In the Middle Ages and in the Renaissance, particularly between the thirteenth and the sixteenth century, the most common way of eliminating one’s enemy was by poisoning his food or drink at a banquet.
Where the Middle Ages Begin

In the Middle Ages and in the Renaissance, particularly between the thirteenth and the sixteenth century, the most common way of eliminating one’s enemy was by poisoning his food or drink at a banquet.

Late medieval sources clearly refer to souls, which in traditional folk beliefs were periodically returning to feed and warm themselves by the fires made by the living. This kind of conception can be merged with Slavic eschatology. There is multiple evidence to confirm that belief some form of spirit or soul was spreading amongst the people, who in the early medieval period, bordered directly with Pomerania.

The aim of this paper is to look behind this popular image to consider the archaeological evidence for vampire burials.

This study presents an analysis about the rain-making ritual from Romania, called Paparuda, performed in the spring and in times of severe drought

I will examine the role of the restless dead in sagas by focusing on the individuals who are responsible for banishing the malevolent ghosts, or encounter the benevolent or non-harmful living dead.

And while he was going back along the road heard a terrifying voice yelling far behind him, as if it were on a mountain. A moment later it yelled again but this time nearer. A third time he heard the voice shouting at the crossroads ahead of him, and then he saw a pale horse.

One can imagine three ways to approach a mediaeval Icelandic draugr, a term which is usually glossed as ‘ghost’ in English.

From piles of bones to embalmed hearts, with stories about mass graves and sleeping for hundreds of years, here is our top 10 list of strange things done with the medieval dead.

In Book VIII of this lengthy chronicle of Norman affairs, Orderic paused in his description of the political struggles between the sons of William the Conqueror to tell a ghost story.

This paper examines the changes that were made in the literary telling and retelling of the story of the Pied Piper during the nineteenth and twentieth centuries, comparing the folktale “Die Kinder zu Hameln” (1816) by Jacob and Wilhelm Grimm, the poem “The Pied Piper of Hamelin”(1842) by Robert Browning, and the book What Happened in Hamelin (1979), by Gloria Skurzynski.

Saemund Sigfusson is the earliest of the Icelandic wizards. According to the annals he was born in the year 1056. He was educated in France and returned to Iceland in 1076 or 1078.

The Wonders of the East is an author’s attempt to not only introduce readers to strange sights they may never see with their own eyes (since most people did not travel extensively), but also to make sense of some things they might see every day.

Archaeologists working in northwestern Poland have unearthed the remains of man who was buried with a rock jammed into his jaw and a stake driven into his leg.

Many of these romances deal not merely with love and adventure but also with dwarfs. But how do dwarfs fit in with the romantic idealism of these narratives? What exactly is their function?

In this paper I will present a number of similarities between Greek and Roman deities and the Slavic ones, basing my research as much as possible on the information provided by an etymological analysis, a description of the deity as well as rituals, offerings, sacrifices and celebrations dedicated to the deities.

The motif of the covenant of blood was quite widespread in West European chronicle literature, and it was not necessarily applied to Oriental peoples, nor particularly to Hungarians

In this article, my aim is to determine the function of elves in Old Norse narratives from the thirteenth century by concentrating on the figure of Völundr, the protagonist of Völundarkviða, who to my mind is the most important Old Norse elf.

This article has two main aims. One is to bring to a wider audience a small group of early medieval texts pertinent to the history of witchcraft…

An article exploring the possibility of a connection between the Vanir gods, specifically the goddess Freyja, with the Scandinavian stone ships and boat burials, and hypothesizing a field of the dead in early Germanic mythology.

It is not unusual that folklore data can be demonstrated, with high probability, to reflect ancient times, for reasons like those mentioned in the Bárðar saga example, or other reasons – as many of us know.

This article examines the inclusion of the supernatural and mythological in Thomas Walsingham’s Chroncia Maiora.

Some people have nightmares of being crushed to death, either by a person or a thing. In the Middle Ages this type of dream was so common that had it a name: incubus (which means ‘the crusher’ in Latin).

Dr Miranda Griffin, College Lecturer in medieval French literature, provides a fascinating investigation of medieval tales of transformation, exploring the way in which the Middle Ages imagined the frontiers between the human and the animal.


Retype the listing below exactly, pictures removed.

(DATA TO EXAMINE)

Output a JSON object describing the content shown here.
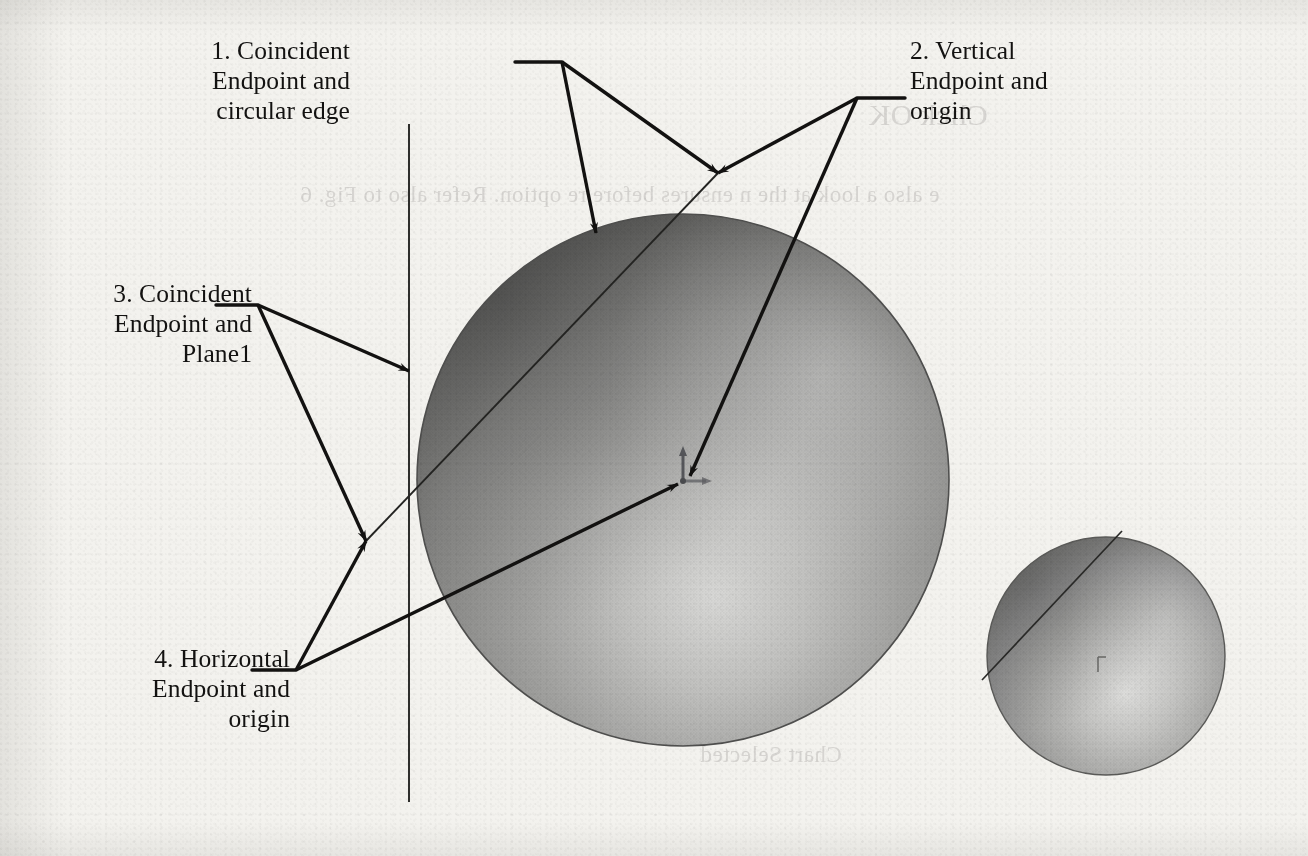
{
  "page": {
    "kind": "scanned-textbook-figure",
    "background_color": "#f3f2ee",
    "ink_color": "#131211",
    "width": 1308,
    "height": 856
  },
  "callouts": [
    {
      "id": 1,
      "number": "1.",
      "text": "1. Coincident\nEndpoint and\ncircular edge",
      "align": "right",
      "x": 60,
      "y": 36,
      "width": 290,
      "anchor": {
        "x": 562,
        "y": 62
      },
      "targets": [
        {
          "x": 596,
          "y": 233,
          "name": "sphere-top-left-edge"
        },
        {
          "x": 718,
          "y": 173,
          "name": "sketch-line-upper-endpoint"
        }
      ]
    },
    {
      "id": 2,
      "number": "2.",
      "text": "2. Vertical\nEndpoint and\norigin",
      "align": "left",
      "x": 910,
      "y": 36,
      "width": 280,
      "anchor": {
        "x": 857,
        "y": 98
      },
      "targets": [
        {
          "x": 718,
          "y": 173,
          "name": "sketch-line-upper-endpoint"
        },
        {
          "x": 690,
          "y": 476,
          "name": "sphere-origin"
        }
      ]
    },
    {
      "id": 3,
      "number": "3.",
      "text": "3. Coincident\nEndpoint and\nPlane1",
      "align": "right",
      "x": -12,
      "y": 279,
      "width": 264,
      "anchor": {
        "x": 258,
        "y": 305
      },
      "targets": [
        {
          "x": 409,
          "y": 371,
          "name": "plane1-vertical-line"
        },
        {
          "x": 366,
          "y": 541,
          "name": "sketch-line-lower-endpoint"
        }
      ]
    },
    {
      "id": 4,
      "number": "4.",
      "text": "4. Horizontal\nEndpoint and\norigin",
      "align": "right",
      "x": 22,
      "y": 644,
      "width": 268,
      "anchor": {
        "x": 296,
        "y": 670
      },
      "targets": [
        {
          "x": 366,
          "y": 541,
          "name": "sketch-line-lower-endpoint"
        },
        {
          "x": 678,
          "y": 484,
          "name": "sphere-origin"
        }
      ]
    }
  ],
  "geometry": {
    "large_sphere": {
      "name": "large-sphere",
      "cx": 683,
      "cy": 480,
      "r": 266,
      "highlight": {
        "x": 716,
        "y": 596,
        "r": 150
      },
      "rim_color": "#4a4a4a",
      "body_color": "#8e8e8e"
    },
    "small_sphere": {
      "name": "small-sphere",
      "cx": 1106,
      "cy": 656,
      "r": 119,
      "highlight": {
        "x": 1124,
        "y": 706,
        "r": 72
      }
    },
    "plane1_line": {
      "name": "plane1-vertical-line",
      "x": 409,
      "y1": 124,
      "y2": 802
    },
    "sketch_line_large": {
      "name": "sketch-line-large-sphere",
      "x1": 366,
      "y1": 541,
      "x2": 718,
      "y2": 173
    },
    "sketch_line_small": {
      "name": "sketch-line-small-sphere",
      "x1": 982,
      "y1": 680,
      "x2": 1122,
      "y2": 531
    },
    "origin_marker_large": {
      "name": "origin-marker-large",
      "x": 683,
      "y": 480
    },
    "origin_marker_small": {
      "name": "origin-marker-small",
      "x": 1098,
      "y": 664
    }
  },
  "bleed_through": [
    {
      "text": "Click OK",
      "x": 868,
      "y": 98,
      "size": 30
    },
    {
      "text": "e also a look at the n  ensures before re option. Refer also to Fig. 6",
      "x": 300,
      "y": 182,
      "size": 23
    },
    {
      "text": "Chart Selected",
      "x": 700,
      "y": 742,
      "size": 23
    }
  ]
}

(End DATA TO EXAMINE)

TASK RESULT —
Output a JSON object describing the content shown here.
{
  "page": {
    "kind": "scanned-textbook-figure",
    "background_color": "#f3f2ee",
    "ink_color": "#131211",
    "width": 1308,
    "height": 856
  },
  "callouts": [
    {
      "id": 1,
      "number": "1.",
      "text": "1. Coincident\nEndpoint and\ncircular edge",
      "align": "right",
      "x": 60,
      "y": 36,
      "width": 290,
      "anchor": {
        "x": 562,
        "y": 62
      },
      "targets": [
        {
          "x": 596,
          "y": 233,
          "name": "sphere-top-left-edge"
        },
        {
          "x": 718,
          "y": 173,
          "name": "sketch-line-upper-endpoint"
        }
      ]
    },
    {
      "id": 2,
      "number": "2.",
      "text": "2. Vertical\nEndpoint and\norigin",
      "align": "left",
      "x": 910,
      "y": 36,
      "width": 280,
      "anchor": {
        "x": 857,
        "y": 98
      },
      "targets": [
        {
          "x": 718,
          "y": 173,
          "name": "sketch-line-upper-endpoint"
        },
        {
          "x": 690,
          "y": 476,
          "name": "sphere-origin"
        }
      ]
    },
    {
      "id": 3,
      "number": "3.",
      "text": "3. Coincident\nEndpoint and\nPlane1",
      "align": "right",
      "x": -12,
      "y": 279,
      "width": 264,
      "anchor": {
        "x": 258,
        "y": 305
      },
      "targets": [
        {
          "x": 409,
          "y": 371,
          "name": "plane1-vertical-line"
        },
        {
          "x": 366,
          "y": 541,
          "name": "sketch-line-lower-endpoint"
        }
      ]
    },
    {
      "id": 4,
      "number": "4.",
      "text": "4. Horizontal\nEndpoint and\norigin",
      "align": "right",
      "x": 22,
      "y": 644,
      "width": 268,
      "anchor": {
        "x": 296,
        "y": 670
      },
      "targets": [
        {
          "x": 366,
          "y": 541,
          "name": "sketch-line-lower-endpoint"
        },
        {
          "x": 678,
          "y": 484,
          "name": "sphere-origin"
        }
      ]
    }
  ],
  "geometry": {
    "large_sphere": {
      "name": "large-sphere",
      "cx": 683,
      "cy": 480,
      "r": 266,
      "highlight": {
        "x": 716,
        "y": 596,
        "r": 150
      },
      "rim_color": "#4a4a4a",
      "body_color": "#8e8e8e"
    },
    "small_sphere": {
      "name": "small-sphere",
      "cx": 1106,
      "cy": 656,
      "r": 119,
      "highlight": {
        "x": 1124,
        "y": 706,
        "r": 72
      }
    },
    "plane1_line": {
      "name": "plane1-vertical-line",
      "x": 409,
      "y1": 124,
      "y2": 802
    },
    "sketch_line_large": {
      "name": "sketch-line-large-sphere",
      "x1": 366,
      "y1": 541,
      "x2": 718,
      "y2": 173
    },
    "sketch_line_small": {
      "name": "sketch-line-small-sphere",
      "x1": 982,
      "y1": 680,
      "x2": 1122,
      "y2": 531
    },
    "origin_marker_large": {
      "name": "origin-marker-large",
      "x": 683,
      "y": 480
    },
    "origin_marker_small": {
      "name": "origin-marker-small",
      "x": 1098,
      "y": 664
    }
  },
  "bleed_through": [
    {
      "text": "Click OK",
      "x": 868,
      "y": 98,
      "size": 30
    },
    {
      "text": "e also a look at the n  ensures before re option. Refer also to Fig. 6",
      "x": 300,
      "y": 182,
      "size": 23
    },
    {
      "text": "Chart Selected",
      "x": 700,
      "y": 742,
      "size": 23
    }
  ]
}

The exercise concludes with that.